When to review your strategy
The SIS Act requires the investment strategy to be reviewed “regularly.” The ATO considers at least annual review as the minimum standard. However, certain events should trigger an immediate review regardless of the annual cycle:
- Purchase or sale of a major asset (especially property)
- A member approaching retirement or requesting a benefit payment
- Change in a member’s employment, health, or family circumstances
- Significant market movements or interest rate changes
- New member joining or existing member leaving the fund
- Change in insurance arrangements
Each review should be documented with the date, the matters considered, and whether the strategy was amended or confirmed unchanged. A one-line file note stating “strategy reviewed, no changes” is insufficient; the record must show what was actually considered.

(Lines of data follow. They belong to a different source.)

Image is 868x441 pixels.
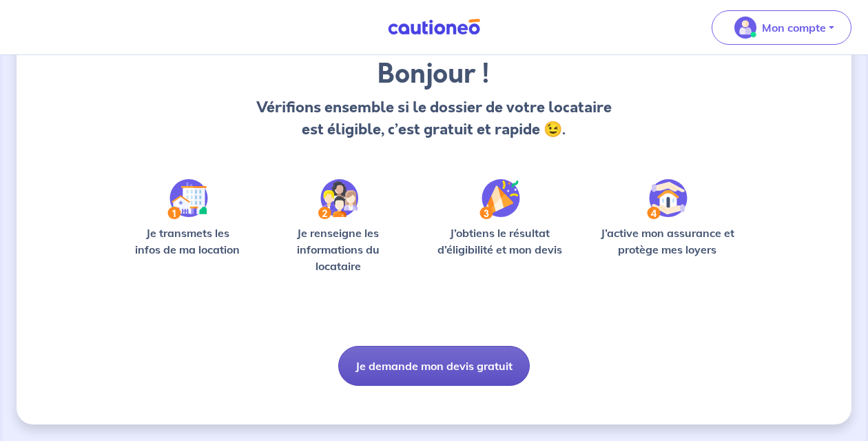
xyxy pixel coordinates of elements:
[382,19,486,36] img: Cautioneo
[255,58,613,91] h3: Bonjour !
[338,346,530,386] button: Je demande mon devis gratuit
[480,180,521,219] img: /static/f3e743aab9439237c3e2196e4328bba9/Step-3.svg
[647,180,688,219] img: /static/bfff1cf634d835d9112899e6a3df1a5d/Step-4.svg
[127,224,248,258] p: Je transmets les infos de ma location
[712,11,852,45] button: illu_account_valid_menu.svgMon compte
[429,224,572,258] p: J’obtiens le résultat d’éligibilité et mon devis
[735,16,757,38] img: illu_account_valid_menu.svg
[167,180,208,219] img: /static/90a569abe86eec82015bcaae536bd8e6/Step-1.svg
[762,19,826,36] p: Mon compte
[318,180,358,219] img: /static/c0a346edaed446bb123850d2d04ad552/Step-2.svg
[270,224,407,274] p: Je renseigne les informations du locataire
[255,96,613,140] p: Vérifions ensemble si le dossier de votre locataire est éligible, c’est gratuit et rapide 😉.
[594,224,741,258] p: J’active mon assurance et protège mes loyers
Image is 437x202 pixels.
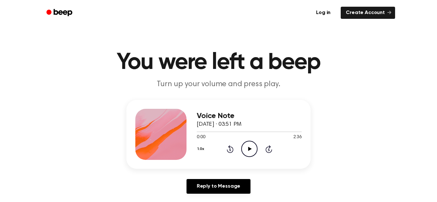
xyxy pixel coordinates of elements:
[293,134,301,141] span: 2:36
[55,51,382,74] h1: You were left a beep
[96,79,341,90] p: Turn up your volume and press play.
[341,7,395,19] a: Create Account
[309,5,337,20] a: Log in
[186,179,250,194] a: Reply to Message
[197,134,205,141] span: 0:00
[42,7,78,19] a: Beep
[197,112,301,121] h3: Voice Note
[197,122,241,128] span: [DATE] · 03:51 PM
[197,144,206,155] button: 1.0x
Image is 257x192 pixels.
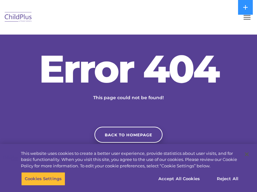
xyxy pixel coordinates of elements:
img: ChildPlus by Procare Solutions [3,10,33,25]
a: Back to homepage [94,127,162,143]
button: Close [239,148,253,162]
div: This website uses cookies to create a better user experience, provide statistics about user visit... [21,151,239,170]
p: This page could not be found! [61,95,196,101]
button: Accept All Cookies [155,173,203,186]
button: Cookies Settings [21,173,65,186]
h2: Error 404 [32,50,225,88]
button: Reject All [207,173,247,186]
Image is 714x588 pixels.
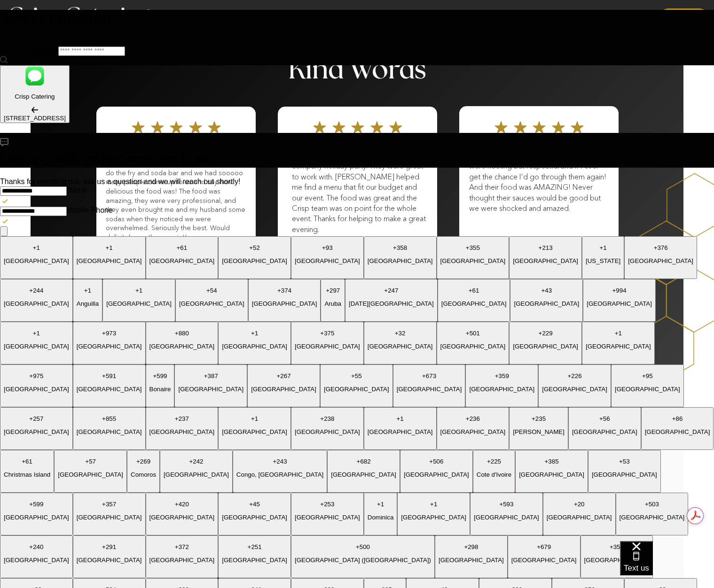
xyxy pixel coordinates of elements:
[510,279,583,322] button: +43[GEOGRAPHIC_DATA]
[222,514,287,521] p: [GEOGRAPHIC_DATA]
[146,365,175,408] button: +599Bonaire
[54,450,127,493] button: +57[GEOGRAPHIC_DATA]
[106,287,172,294] p: + 1
[175,279,248,322] button: +54[GEOGRAPHIC_DATA]
[291,493,364,536] button: +253[GEOGRAPHIC_DATA]
[218,493,291,536] button: +45[GEOGRAPHIC_DATA]
[4,330,69,337] p: + 1
[160,450,233,493] button: +242[GEOGRAPHIC_DATA]
[624,236,697,279] button: +376[GEOGRAPHIC_DATA]
[513,415,565,422] p: + 235
[4,514,69,521] p: [GEOGRAPHIC_DATA]
[178,386,244,393] p: [GEOGRAPHIC_DATA]
[222,244,287,252] p: + 52
[149,386,171,393] p: Bonaire
[325,300,342,308] p: Aruba
[615,493,688,536] button: +503[GEOGRAPHIC_DATA]
[367,330,433,337] p: + 32
[67,186,87,194] label: Name
[367,258,433,264] p: [GEOGRAPHIC_DATA]
[294,514,360,521] p: [GEOGRAPHIC_DATA]
[345,279,437,322] button: +247[DATE][GEOGRAPHIC_DATA]
[77,557,142,564] p: [GEOGRAPHIC_DATA]
[149,330,215,337] p: + 880
[77,415,142,422] p: + 855
[547,514,612,521] p: [GEOGRAPHIC_DATA]
[440,428,506,436] p: [GEOGRAPHIC_DATA]
[149,258,215,264] p: [GEOGRAPHIC_DATA]
[77,300,99,308] p: Anguilla
[131,471,156,478] p: Comoros
[367,428,433,436] p: [GEOGRAPHIC_DATA]
[645,415,710,422] p: + 86
[77,258,142,264] p: [GEOGRAPHIC_DATA]
[470,493,543,536] button: +593[GEOGRAPHIC_DATA]
[291,408,364,450] button: +238[GEOGRAPHIC_DATA]
[587,287,652,294] p: + 994
[519,458,584,465] p: + 385
[513,244,578,252] p: + 213
[77,287,99,294] p: + 1
[294,343,360,350] p: [GEOGRAPHIC_DATA]
[367,244,433,252] p: + 358
[583,279,656,322] button: +994[GEOGRAPHIC_DATA]
[291,536,435,578] button: +500[GEOGRAPHIC_DATA] ([GEOGRAPHIC_DATA])
[294,258,360,264] p: [GEOGRAPHIC_DATA]
[440,330,506,337] p: + 501
[615,386,680,393] p: [GEOGRAPHIC_DATA]
[509,408,568,450] button: +235[PERSON_NAME]
[397,386,462,393] p: [GEOGRAPHIC_DATA]
[473,450,515,493] button: +225Cote d'Ivoire
[77,544,142,550] p: + 291
[146,536,219,578] button: +372[GEOGRAPHIC_DATA]
[222,258,287,264] p: [GEOGRAPHIC_DATA]
[512,557,576,564] p: [GEOGRAPHIC_DATA]
[582,322,654,365] button: +1[GEOGRAPHIC_DATA]
[149,501,215,508] p: + 420
[179,287,244,294] p: + 54
[77,372,142,380] p: + 591
[476,458,512,465] p: + 225
[436,408,509,450] button: +236[GEOGRAPHIC_DATA]
[4,258,69,264] p: [GEOGRAPHIC_DATA]
[236,458,323,465] p: + 243
[572,428,637,436] p: [GEOGRAPHIC_DATA]
[163,458,229,465] p: + 242
[436,236,509,279] button: +355[GEOGRAPHIC_DATA]
[178,372,244,380] p: + 387
[77,244,142,252] p: + 1
[291,236,364,279] button: +93[GEOGRAPHIC_DATA]
[439,544,504,550] p: + 298
[542,386,607,393] p: [GEOGRAPHIC_DATA]
[508,536,581,578] button: +679[GEOGRAPHIC_DATA]
[586,343,651,350] p: [GEOGRAPHIC_DATA]
[645,428,710,436] p: [GEOGRAPHIC_DATA]
[77,514,142,521] p: [GEOGRAPHIC_DATA]
[474,501,539,508] p: + 593
[584,544,649,550] p: + 358
[331,471,396,478] p: [GEOGRAPHIC_DATA]
[620,501,685,508] p: + 503
[324,372,389,380] p: + 55
[146,236,219,279] button: +61[GEOGRAPHIC_DATA]
[218,322,291,365] button: +1[GEOGRAPHIC_DATA]
[519,471,584,478] p: [GEOGRAPHIC_DATA]
[146,322,219,365] button: +880[GEOGRAPHIC_DATA]
[294,415,360,422] p: + 238
[592,471,657,478] p: [GEOGRAPHIC_DATA]
[149,415,215,422] p: + 237
[222,415,287,422] p: + 1
[435,536,508,578] button: +298[GEOGRAPHIC_DATA]
[404,458,469,465] p: + 506
[146,493,219,536] button: +420[GEOGRAPHIC_DATA]
[364,236,436,279] button: +358[GEOGRAPHIC_DATA]
[4,343,69,350] p: [GEOGRAPHIC_DATA]
[294,501,360,508] p: + 253
[513,330,578,337] p: + 229
[149,343,215,350] p: [GEOGRAPHIC_DATA]
[611,365,684,408] button: +95[GEOGRAPHIC_DATA]
[218,408,291,450] button: +1[GEOGRAPHIC_DATA]
[586,244,621,252] p: + 1
[233,450,327,493] button: +243Congo, [GEOGRAPHIC_DATA]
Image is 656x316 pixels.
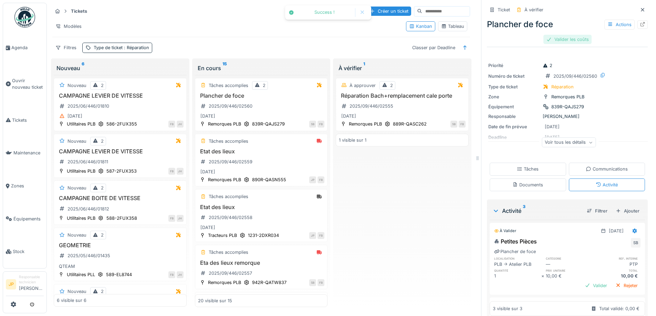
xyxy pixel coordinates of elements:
div: 1231-2DXR034 [248,232,279,239]
h3: Plancher de foce [198,93,325,99]
h3: CAMPAGNE LEVIER DE VITESSE [57,148,184,155]
a: Équipements [3,203,46,236]
div: Nouveau [67,232,86,239]
div: Filtrer [584,207,610,216]
div: Communications [586,166,628,173]
div: FB [459,121,466,128]
a: Zones [3,170,46,203]
div: FB [318,177,324,184]
div: 1 [494,273,541,280]
h6: total [593,269,641,273]
img: Badge_color-CXgf-gQk.svg [14,7,35,28]
div: [DATE] [67,113,82,119]
div: SB [450,121,457,128]
div: [PERSON_NAME] [488,113,646,120]
div: 2025/06/446/01811 [67,159,108,165]
sup: 3 [523,207,526,215]
div: [DATE] [341,113,356,119]
div: 6 visible sur 6 [57,298,86,304]
div: À valider [494,228,516,234]
div: FB [168,215,175,222]
span: Agenda [11,44,44,51]
div: PLB -> Atelier PLB [494,261,541,268]
div: PTP [593,261,641,268]
div: Valider les coûts [543,35,592,44]
a: Agenda [3,31,46,64]
div: 586-2FUX355 [106,121,137,127]
strong: Tickets [68,8,90,14]
div: Utilitaires PLB [67,168,95,175]
div: Ticket [498,7,510,13]
div: Date de fin prévue [488,124,540,130]
h6: localisation [494,257,541,261]
h3: Etat des lieux [198,204,325,211]
div: 2025/09/446/02560 [209,103,252,110]
div: Remorques PLB [551,94,584,100]
div: 2025/06/446/01810 [67,103,109,110]
div: Utilitaires PLL [67,272,95,278]
div: Documents [512,182,543,188]
div: Valider [582,281,610,291]
div: Numéro de ticket [488,73,540,80]
div: 10,00 € [593,273,641,280]
div: SB [631,238,641,248]
div: 1 visible sur 1 [339,137,366,144]
div: × [541,273,546,280]
div: SB [309,280,316,287]
h6: ref. interne [593,257,641,261]
a: Ouvrir nouveau ticket [3,64,46,104]
div: Tâches accomplies [209,194,248,200]
div: JP [309,177,316,184]
div: Utilitaires PLB [67,121,95,127]
div: 2025/09/446/02560 [553,73,597,80]
a: Tickets [3,104,46,137]
div: Activité [492,207,581,215]
h6: quantité [494,269,541,273]
div: Success ! [298,10,352,15]
div: FB [318,280,324,287]
sup: 15 [222,64,227,72]
div: En cours [198,64,325,72]
div: Type de ticket [488,84,540,90]
h3: CAMPAGNE LEVIER DE VITESSE [57,93,184,99]
div: À vérifier [339,64,466,72]
div: Responsable technicien [19,275,44,285]
div: Activité [596,182,618,188]
div: Priorité [488,62,540,69]
span: Stock [13,249,44,255]
div: Tâches accomplies [209,138,248,145]
div: Zone [488,94,540,100]
h3: CAMPAGNE BOITE DE VITESSE [57,195,184,202]
div: 2025/09/446/02558 [209,215,252,221]
div: — [546,261,593,268]
div: Équipement [488,104,540,110]
sup: 1 [363,64,365,72]
div: 2 [543,62,552,69]
div: Nouveau [67,289,86,295]
div: 2025/05/446/01435 [67,253,110,259]
div: QTEAM [57,263,184,270]
div: 2 [101,82,104,89]
h3: GEOMETRIE [57,242,184,249]
div: [DATE] [200,113,215,119]
div: Filtres [52,43,80,53]
div: [DATE] [200,169,215,175]
div: JH [177,272,184,279]
div: Responsable [488,113,540,120]
div: Total validé: 0,00 € [599,306,639,312]
span: Tickets [12,117,44,124]
div: Remorques PLB [349,121,382,127]
div: FB [168,168,175,175]
div: 20 visible sur 15 [198,298,232,304]
div: FB [168,121,175,128]
div: 839R-QAJS279 [252,121,285,127]
div: [DATE] [609,228,624,235]
div: Réparation [551,84,574,90]
div: Type de ticket [94,44,149,51]
div: Remorques PLB [208,121,241,127]
h6: prix unitaire [546,269,593,273]
div: Rejeter [613,281,641,291]
div: 3 visible sur 3 [493,306,522,312]
span: Équipements [13,216,44,222]
div: Petites Pièces [494,238,537,246]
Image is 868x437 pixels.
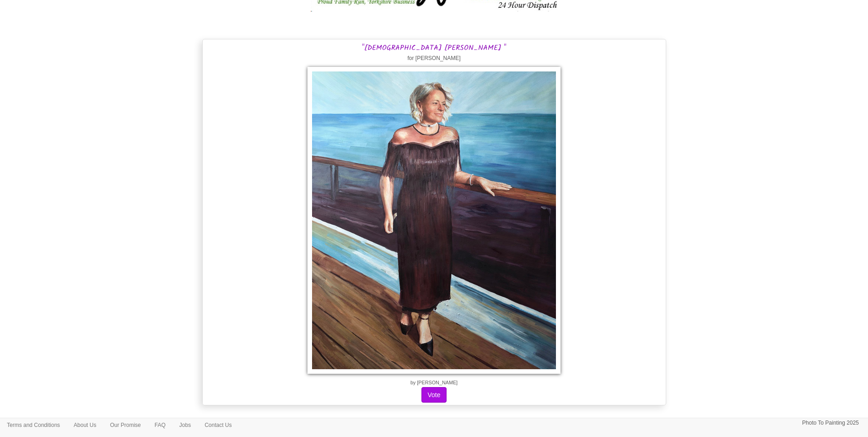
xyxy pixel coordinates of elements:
button: Vote [421,387,446,402]
a: Jobs [172,418,198,432]
a: Contact Us [198,418,238,432]
a: About Us [67,418,103,432]
a: Our Promise [103,418,147,432]
div: for [PERSON_NAME] [202,39,666,405]
img: Lady Julija Stefanoviciene [307,67,561,374]
p: by [PERSON_NAME] [205,378,663,387]
a: FAQ [148,418,172,432]
h3: "[DEMOGRAPHIC_DATA] [PERSON_NAME] " [205,44,663,52]
p: Photo To Painting 2025 [802,418,858,428]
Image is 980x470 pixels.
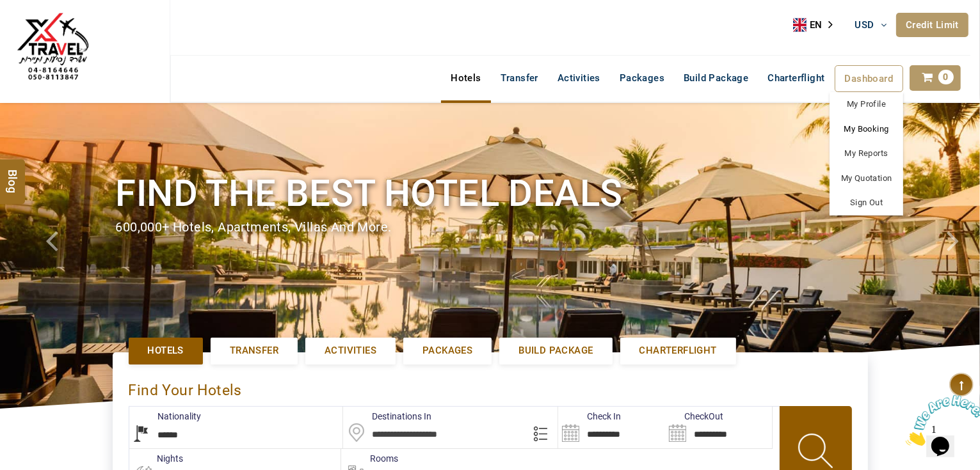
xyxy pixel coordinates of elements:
[5,5,10,16] span: 1
[896,13,968,37] a: Credit Limit
[130,410,202,423] label: Nationality
[665,410,723,423] label: CheckOut
[829,166,903,191] a: My Quotation
[910,65,961,91] a: 0
[490,65,548,91] a: Transfer
[900,390,980,451] iframe: chat widget
[610,65,674,91] a: Packages
[793,15,842,35] div: Language
[129,368,852,406] div: Find Your Hotels
[9,6,96,92] img: The Royal Line Holidays
[793,15,842,35] a: EN
[829,141,903,166] a: My Reports
[343,410,431,423] label: Destinations In
[341,452,398,465] label: Rooms
[938,69,954,85] span: 0
[620,338,736,364] a: Charterflight
[548,65,610,91] a: Activities
[558,407,665,449] input: Search
[403,338,491,364] a: Packages
[116,218,865,237] div: 600,000+ hotels, apartments, villas and more.
[767,72,824,84] span: Charterflight
[116,169,865,218] h1: Find the best hotel deals
[639,344,717,357] span: Charterflight
[230,344,279,357] span: Transfer
[855,19,874,30] span: USD
[148,344,184,357] span: Hotels
[829,117,903,142] a: My Booking
[665,407,772,449] input: Search
[518,344,593,357] span: Build Package
[129,452,184,465] label: nights
[305,338,396,364] a: Activities
[324,344,376,357] span: Activities
[423,344,473,357] span: Packages
[441,65,490,91] a: Hotels
[211,338,297,364] a: Transfer
[674,65,758,91] a: Build Package
[499,338,612,364] a: Build Package
[829,92,903,117] a: My Profile
[793,15,842,35] aside: Language selected: English
[5,5,85,56] img: Chat attention grabber
[129,338,203,364] a: Hotels
[4,169,21,180] span: Blog
[758,65,833,91] a: Charterflight
[829,191,903,216] a: Sign Out
[558,410,621,423] label: Check In
[844,73,894,85] span: Dashboard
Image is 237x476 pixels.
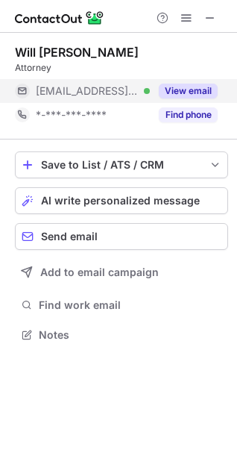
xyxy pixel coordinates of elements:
[15,187,228,214] button: AI write personalized message
[39,328,222,341] span: Notes
[15,259,228,286] button: Add to email campaign
[15,324,228,345] button: Notes
[41,195,200,207] span: AI write personalized message
[15,223,228,250] button: Send email
[15,9,104,27] img: ContactOut v5.3.10
[15,151,228,178] button: save-profile-one-click
[15,61,228,75] div: Attorney
[41,230,98,242] span: Send email
[41,159,202,171] div: Save to List / ATS / CRM
[15,295,228,315] button: Find work email
[36,84,139,98] span: [EMAIL_ADDRESS][DOMAIN_NAME]
[39,298,222,312] span: Find work email
[15,45,139,60] div: Will [PERSON_NAME]
[159,84,218,98] button: Reveal Button
[159,107,218,122] button: Reveal Button
[40,266,159,278] span: Add to email campaign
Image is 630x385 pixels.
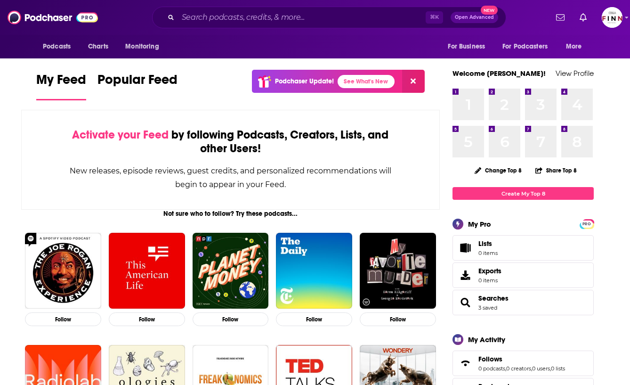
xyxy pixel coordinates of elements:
[178,10,426,25] input: Search podcasts, credits, & more...
[109,233,185,309] img: This American Life
[453,187,594,200] a: Create My Top 8
[468,335,505,344] div: My Activity
[8,8,98,26] img: Podchaser - Follow, Share and Rate Podcasts
[602,7,623,28] button: Show profile menu
[496,38,561,56] button: open menu
[453,350,594,376] span: Follows
[581,220,592,227] a: PRO
[72,128,169,142] span: Activate your Feed
[97,72,178,93] span: Popular Feed
[478,365,505,372] a: 0 podcasts
[478,267,501,275] span: Exports
[360,233,436,309] img: My Favorite Murder with Karen Kilgariff and Georgia Hardstark
[478,239,492,248] span: Lists
[602,7,623,28] span: Logged in as FINNMadison
[338,75,395,88] a: See What's New
[478,277,501,283] span: 0 items
[441,38,497,56] button: open menu
[559,38,594,56] button: open menu
[276,312,352,326] button: Follow
[456,356,475,370] a: Follows
[478,250,498,256] span: 0 items
[456,241,475,254] span: Lists
[25,233,101,309] img: The Joe Rogan Experience
[535,161,577,179] button: Share Top 8
[481,6,498,15] span: New
[552,9,568,25] a: Show notifications dropdown
[36,38,83,56] button: open menu
[276,233,352,309] img: The Daily
[109,312,185,326] button: Follow
[505,365,506,372] span: ,
[576,9,590,25] a: Show notifications dropdown
[69,128,392,155] div: by following Podcasts, Creators, Lists, and other Users!
[478,355,502,363] span: Follows
[478,355,565,363] a: Follows
[152,7,506,28] div: Search podcasts, credits, & more...
[532,365,550,372] a: 0 users
[550,365,551,372] span: ,
[451,12,498,23] button: Open AdvancedNew
[193,233,269,309] img: Planet Money
[36,72,86,100] a: My Feed
[448,40,485,53] span: For Business
[469,164,527,176] button: Change Top 8
[478,294,509,302] a: Searches
[193,312,269,326] button: Follow
[125,40,159,53] span: Monitoring
[453,69,546,78] a: Welcome [PERSON_NAME]!
[119,38,171,56] button: open menu
[502,40,548,53] span: For Podcasters
[426,11,443,24] span: ⌘ K
[69,164,392,191] div: New releases, episode reviews, guest credits, and personalized recommendations will begin to appe...
[551,365,565,372] a: 0 lists
[453,235,594,260] a: Lists
[556,69,594,78] a: View Profile
[453,290,594,315] span: Searches
[43,40,71,53] span: Podcasts
[478,239,498,248] span: Lists
[25,312,101,326] button: Follow
[456,296,475,309] a: Searches
[455,15,494,20] span: Open Advanced
[468,219,491,228] div: My Pro
[97,72,178,100] a: Popular Feed
[456,268,475,282] span: Exports
[36,72,86,93] span: My Feed
[453,262,594,288] a: Exports
[478,304,497,311] a: 3 saved
[21,210,440,218] div: Not sure who to follow? Try these podcasts...
[360,312,436,326] button: Follow
[82,38,114,56] a: Charts
[88,40,108,53] span: Charts
[506,365,531,372] a: 0 creators
[275,77,334,85] p: Podchaser Update!
[566,40,582,53] span: More
[602,7,623,28] img: User Profile
[531,365,532,372] span: ,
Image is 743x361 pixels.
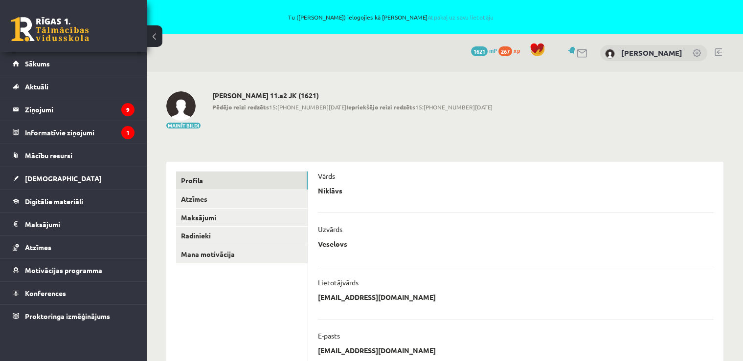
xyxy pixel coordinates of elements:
i: 9 [121,103,135,116]
span: Proktoringa izmēģinājums [25,312,110,321]
a: Sākums [13,52,135,75]
span: Sākums [25,59,50,68]
p: [EMAIL_ADDRESS][DOMAIN_NAME] [318,346,436,355]
a: Maksājumi [13,213,135,236]
p: [EMAIL_ADDRESS][DOMAIN_NAME] [318,293,436,302]
span: Mācību resursi [25,151,72,160]
a: Ziņojumi9 [13,98,135,121]
a: Mana motivācija [176,246,308,264]
b: Pēdējo reizi redzēts [212,103,269,111]
a: Atzīmes [176,190,308,208]
a: 1621 mP [471,46,497,54]
p: Vārds [318,172,335,180]
span: Digitālie materiāli [25,197,83,206]
a: Konferences [13,282,135,305]
span: mP [489,46,497,54]
span: Motivācijas programma [25,266,102,275]
span: Tu ([PERSON_NAME]) ielogojies kā [PERSON_NAME] [113,14,669,20]
a: Digitālie materiāli [13,190,135,213]
span: Konferences [25,289,66,298]
span: Atzīmes [25,243,51,252]
a: Aktuāli [13,75,135,98]
legend: Informatīvie ziņojumi [25,121,135,144]
p: Lietotājvārds [318,278,359,287]
span: [DEMOGRAPHIC_DATA] [25,174,102,183]
span: 15:[PHONE_NUMBER][DATE] 15:[PHONE_NUMBER][DATE] [212,103,493,112]
a: 267 xp [498,46,525,54]
a: Informatīvie ziņojumi1 [13,121,135,144]
a: Maksājumi [176,209,308,227]
a: [PERSON_NAME] [621,48,682,58]
h2: [PERSON_NAME] 11.a2 JK (1621) [212,91,493,100]
a: Profils [176,172,308,190]
a: Radinieki [176,227,308,245]
a: Mācību resursi [13,144,135,167]
button: Mainīt bildi [166,123,201,129]
p: E-pasts [318,332,340,340]
legend: Ziņojumi [25,98,135,121]
p: Veselovs [318,240,347,248]
legend: Maksājumi [25,213,135,236]
span: Aktuāli [25,82,48,91]
a: Rīgas 1. Tālmācības vidusskola [11,17,89,42]
i: 1 [121,126,135,139]
span: 267 [498,46,512,56]
img: Niklāvs Veselovs [166,91,196,121]
img: Niklāvs Veselovs [605,49,615,59]
a: Motivācijas programma [13,259,135,282]
p: Niklāvs [318,186,342,195]
p: Uzvārds [318,225,342,234]
a: [DEMOGRAPHIC_DATA] [13,167,135,190]
a: Atzīmes [13,236,135,259]
b: Iepriekšējo reizi redzēts [346,103,415,111]
a: Atpakaļ uz savu lietotāju [428,13,494,21]
span: xp [514,46,520,54]
a: Proktoringa izmēģinājums [13,305,135,328]
span: 1621 [471,46,488,56]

Investment strategy and property
Property introduces specific considerations that the investment strategy must address explicitly. These go beyond the general five-factor framework.
Illiquidity. Unlike shares or managed funds, property cannot be partially sold. The strategy must address how the fund will maintain adequate cash reserves to cover expenses during the period required to sell (typically 3–6 months, potentially longer in a slow market).
Concentration. A single property can represent 70–95% of a fund’s assets. The strategy must explicitly acknowledge this concentration and document the trustee’s rationale for accepting it. Higher concentration increases sensitivity to property-specific events such as tenant default or local market decline.
Insurance of property. Building and landlord insurance are not merely prudent; they relate directly to the trustee’s obligation to protect fund assets. The strategy should note the types of cover held and the sums insured.
Cash reserves for maintenance and vacancy. The strategy should set out the fund’s approach to maintaining a cash buffer. Common considerations include the cost of foreseeable repairs, the likelihood and expected duration of vacancy, and the fund’s capacity to meet loan repayments from contributions alone if rental income stops. Holding insufficient cash is a risk; holding too much reduces exposure to growth assets.